2 DECEMBER 1966, Page 25

The Greatest is Charity

The Future of Catholic Christianity. Edited with an introduction by Michael de la Bedoyere. (Constable, 21s.) Roman Catholicism. By Loraine Boettner. (Banner of Truth Trust, 8s. 6d.)

THE first of these two books is a sequel to Objections to Roman Catholicism, published by Mr de la Bedoyere about two years ago, and it is a splendid piece of work. Ten distinguished Roman Catholics, English and American, three women and seven men, have contributed to it. They and the editor—so a note informs us— intended originally to call their book The Future of the Roman Catholic Church, but, as their work proceeded, 'it became clear that what was at stake was not simply the survival of orthodox Roman Catholicism, but of Christianity itself as a universal (catholic) religion.'

Conjointly, they have produced a very moving and most important book, moving because of the courage, humility and charity with which it is uniformly w ritten, important because of the clarity with which each contributor pin- points the needs and dangers in the present situation in one direction or another, and sug- gests how these may best be met. Where all is so good, it seems invidious to select, but the three women's essays, 'Belief is Being.' by Yvonne Lubbock, 'The Future of the Female,' by Bernardine Bishop, and Magdalen Gollin's 'The Broken Pitcher'—you must read her essay to find out why she calls it that!—will perhaps have the widest appeal. The w hole book should be read by every thinking Christian.

One finds a change of atmosphere, of epoch even, when one passes to the second of these books, Roman Catholicism. The first surveyed the Roman Catholic Church from within. Its riters were 'loyal rebels' whose recognition of her faults went hand in hand with love and inti- mate experience of her virtues. Mr Boettner, by contrast, writes as an outsider, with no experi- ence of Catholic life. Further, he expressly limits his survey to the worst manifestations of Catholicism that he can find, in Spain and Portugal and Latin America. If things are a shade less bad in England and the US. then that, he thinks, is due to Protestant influence. So from the blessed tolerance and charity which mark the ecumenically-minded present, his book takes us right back into the harsh temper of the six- teenth century. He is as sincere according to his lights as Mr de la Bedoyere and his team; we must give him credit for that, though it is more, apparently, than he himself is willing to accord to any Roman Catholic. But his book will do nothing for the cause of Christian unity.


**Task details:** Only lines with the word "Image" are needed; collect each of them from the listing below.

**Material provided:**
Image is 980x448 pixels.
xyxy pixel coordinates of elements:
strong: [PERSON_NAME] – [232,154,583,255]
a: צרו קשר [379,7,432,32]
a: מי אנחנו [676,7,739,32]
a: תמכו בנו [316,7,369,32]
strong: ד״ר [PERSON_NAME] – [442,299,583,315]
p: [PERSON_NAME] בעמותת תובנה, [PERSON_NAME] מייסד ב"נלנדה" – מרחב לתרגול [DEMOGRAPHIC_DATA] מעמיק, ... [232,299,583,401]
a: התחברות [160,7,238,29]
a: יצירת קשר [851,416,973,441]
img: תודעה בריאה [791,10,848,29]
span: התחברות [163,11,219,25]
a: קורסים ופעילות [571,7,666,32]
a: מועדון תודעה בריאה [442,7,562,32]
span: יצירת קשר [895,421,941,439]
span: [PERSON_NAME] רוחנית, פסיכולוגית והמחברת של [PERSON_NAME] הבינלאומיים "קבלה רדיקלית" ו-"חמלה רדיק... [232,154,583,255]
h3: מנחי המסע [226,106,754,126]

==

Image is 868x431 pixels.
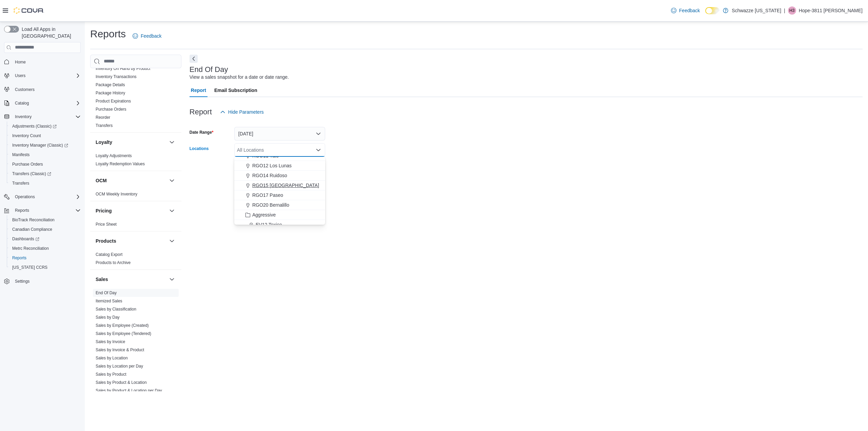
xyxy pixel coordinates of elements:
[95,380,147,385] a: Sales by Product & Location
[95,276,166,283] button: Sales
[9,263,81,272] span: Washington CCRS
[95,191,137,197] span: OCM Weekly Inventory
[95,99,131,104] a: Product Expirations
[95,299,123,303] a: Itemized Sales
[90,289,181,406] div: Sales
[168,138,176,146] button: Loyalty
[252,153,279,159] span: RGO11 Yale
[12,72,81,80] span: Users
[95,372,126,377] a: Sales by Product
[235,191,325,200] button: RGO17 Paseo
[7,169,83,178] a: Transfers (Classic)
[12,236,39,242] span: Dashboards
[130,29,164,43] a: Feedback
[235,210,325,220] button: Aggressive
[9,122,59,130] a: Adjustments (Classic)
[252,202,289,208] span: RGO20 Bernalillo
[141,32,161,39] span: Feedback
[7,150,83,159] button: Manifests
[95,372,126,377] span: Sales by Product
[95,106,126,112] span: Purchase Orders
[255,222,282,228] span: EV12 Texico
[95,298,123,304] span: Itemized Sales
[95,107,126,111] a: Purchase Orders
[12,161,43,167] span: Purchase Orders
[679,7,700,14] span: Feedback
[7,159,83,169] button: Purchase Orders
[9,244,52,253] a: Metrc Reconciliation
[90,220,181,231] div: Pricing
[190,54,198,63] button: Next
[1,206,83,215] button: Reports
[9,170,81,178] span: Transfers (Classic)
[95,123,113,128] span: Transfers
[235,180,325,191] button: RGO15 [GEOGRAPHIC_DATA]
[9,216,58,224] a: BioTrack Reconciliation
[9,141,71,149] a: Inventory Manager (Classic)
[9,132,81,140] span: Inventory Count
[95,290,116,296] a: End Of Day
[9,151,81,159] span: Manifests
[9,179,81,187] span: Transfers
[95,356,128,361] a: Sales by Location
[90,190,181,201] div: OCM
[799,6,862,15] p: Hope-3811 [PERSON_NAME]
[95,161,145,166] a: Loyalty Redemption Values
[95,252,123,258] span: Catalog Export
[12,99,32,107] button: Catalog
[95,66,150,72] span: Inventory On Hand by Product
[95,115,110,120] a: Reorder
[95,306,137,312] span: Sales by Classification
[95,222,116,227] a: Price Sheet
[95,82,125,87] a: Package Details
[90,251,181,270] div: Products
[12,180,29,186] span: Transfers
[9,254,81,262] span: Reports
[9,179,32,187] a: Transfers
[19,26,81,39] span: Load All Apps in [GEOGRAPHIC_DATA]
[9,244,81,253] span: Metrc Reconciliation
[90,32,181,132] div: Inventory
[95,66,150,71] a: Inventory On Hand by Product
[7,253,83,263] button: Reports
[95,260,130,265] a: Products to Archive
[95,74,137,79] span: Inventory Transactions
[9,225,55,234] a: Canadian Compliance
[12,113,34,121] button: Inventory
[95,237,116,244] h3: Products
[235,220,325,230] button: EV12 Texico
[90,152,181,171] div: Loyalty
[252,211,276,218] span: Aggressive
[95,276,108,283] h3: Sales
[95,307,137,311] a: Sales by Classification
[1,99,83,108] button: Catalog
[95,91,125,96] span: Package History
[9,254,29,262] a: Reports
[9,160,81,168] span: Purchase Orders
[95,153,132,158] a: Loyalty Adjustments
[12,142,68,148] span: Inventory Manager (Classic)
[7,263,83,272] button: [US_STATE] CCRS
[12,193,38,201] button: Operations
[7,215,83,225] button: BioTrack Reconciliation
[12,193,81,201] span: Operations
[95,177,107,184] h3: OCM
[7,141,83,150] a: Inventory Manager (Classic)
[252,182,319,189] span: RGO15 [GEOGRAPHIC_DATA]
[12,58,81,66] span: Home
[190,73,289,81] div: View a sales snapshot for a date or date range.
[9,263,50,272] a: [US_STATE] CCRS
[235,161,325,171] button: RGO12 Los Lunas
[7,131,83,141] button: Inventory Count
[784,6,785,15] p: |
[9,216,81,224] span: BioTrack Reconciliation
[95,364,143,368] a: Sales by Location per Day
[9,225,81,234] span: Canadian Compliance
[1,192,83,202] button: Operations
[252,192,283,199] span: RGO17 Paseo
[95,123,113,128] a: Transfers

**Worked solution:**
Image is 980x448 pixels.
Image is 868x431 pixels.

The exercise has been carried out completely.